Allow me to take on this all-important question of the moment in Atlantic City:
How hot should casino cocktail waitresses be?
As someone who cares deeply about the future of Atlantic City and the fate of the casino industry, there is only one answer to that question:
Hot.
Very hot.
Smokin’ hot.
So I sympathize with what Resorts Atlantic City CEO Dennis Gomes is trying to do, even if he can’t quite admit what he is trying to do. Gomes wants to change the image of Resorts as a tired old place where old people go. One step in that process is to ... um ... up the sex appeal of the cocktail servers. Works for me.
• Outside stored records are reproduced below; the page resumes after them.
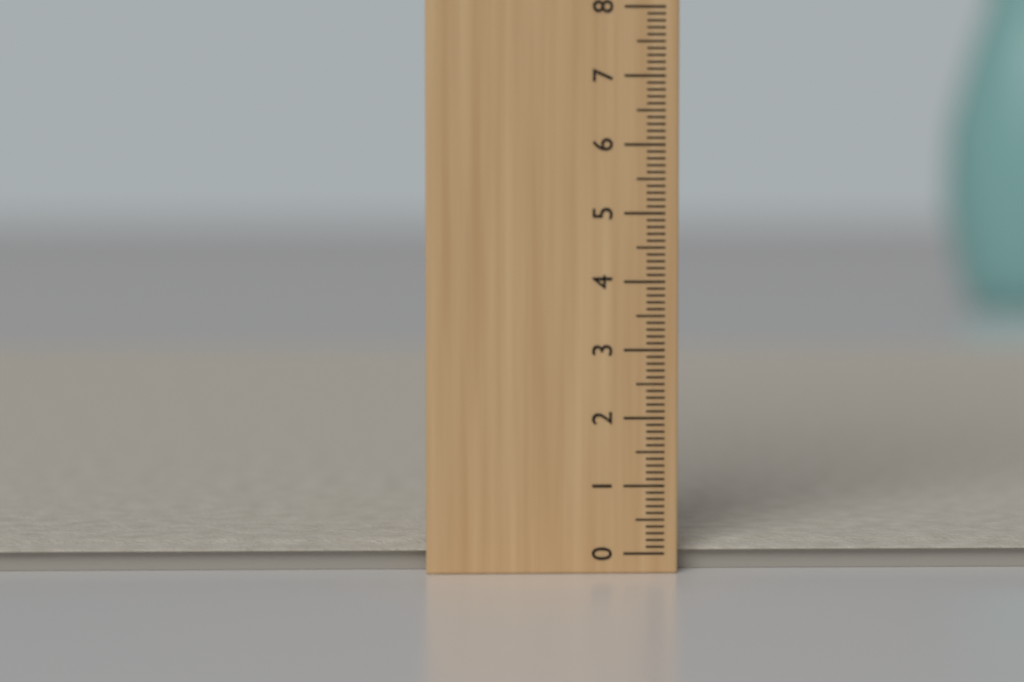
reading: 0.1 (no unit)
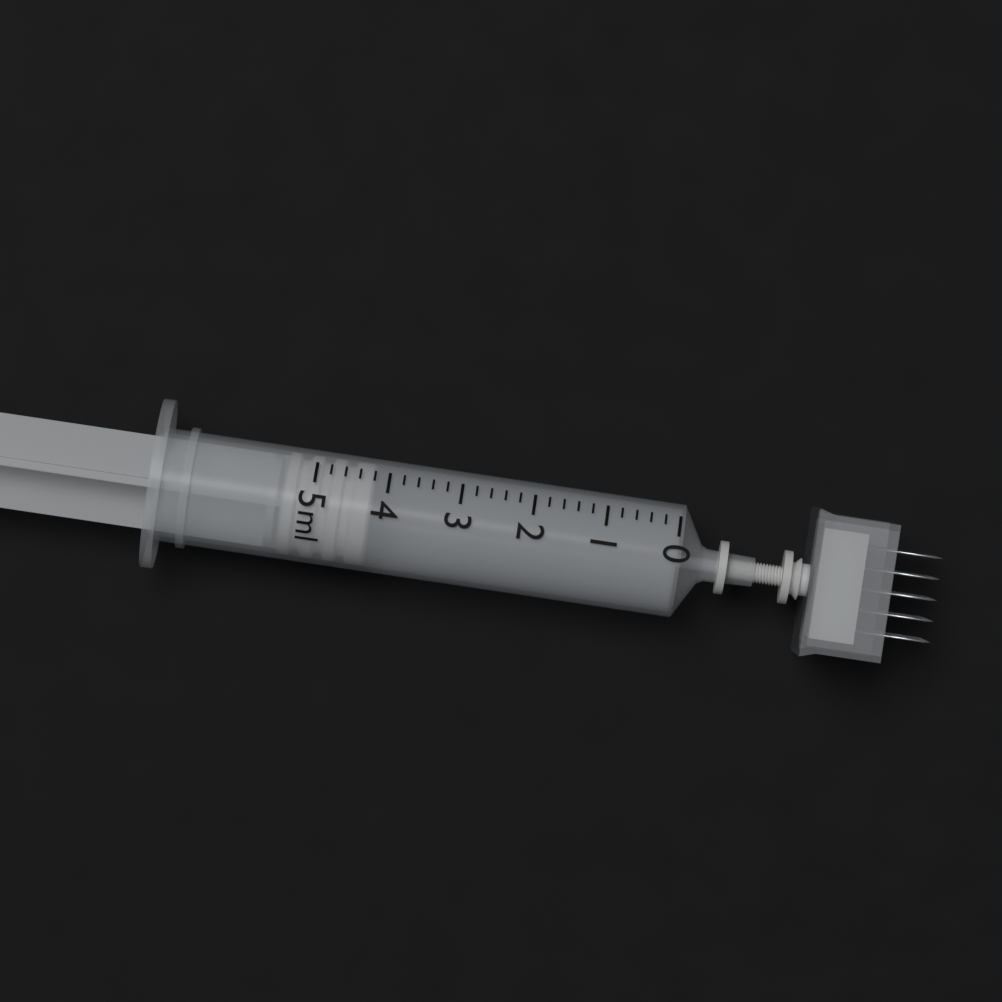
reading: 4.2 ml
The problem is, Resorts recently fired 15 middle-aged cocktail waitresses because they do not fit the casino’s “body ideal or appearance ideal.” Seven of those servers are suing. My guess is they win. I’m pretty sure it violates some law to fire people because they are older and heavier.
And, let’s remember, a job is a job, and everyone needs theirs. Many of these servers are wives and mothers whose families depend on them. So as much as I’d like to say otherwise — as much as I think cocktail servers should be smokin’ hot — it seems to me that Gomes has to back down here.
As other casinos have done when this issue has come up, he ought to allow the older servers to wear a more sedate uniform than the garter-belt and minidress contraption (I like it!) that Resorts is implementing and let them serve out their careers. Some older casino patrons may even welcome the idea.
In the meantime, without saying it explicitly because that would be wrong, wrong wrong ... Resorts should make sure that every new cocktail server it hires is really, really hot.
Because it’s the firing that bothers me. Not the goal.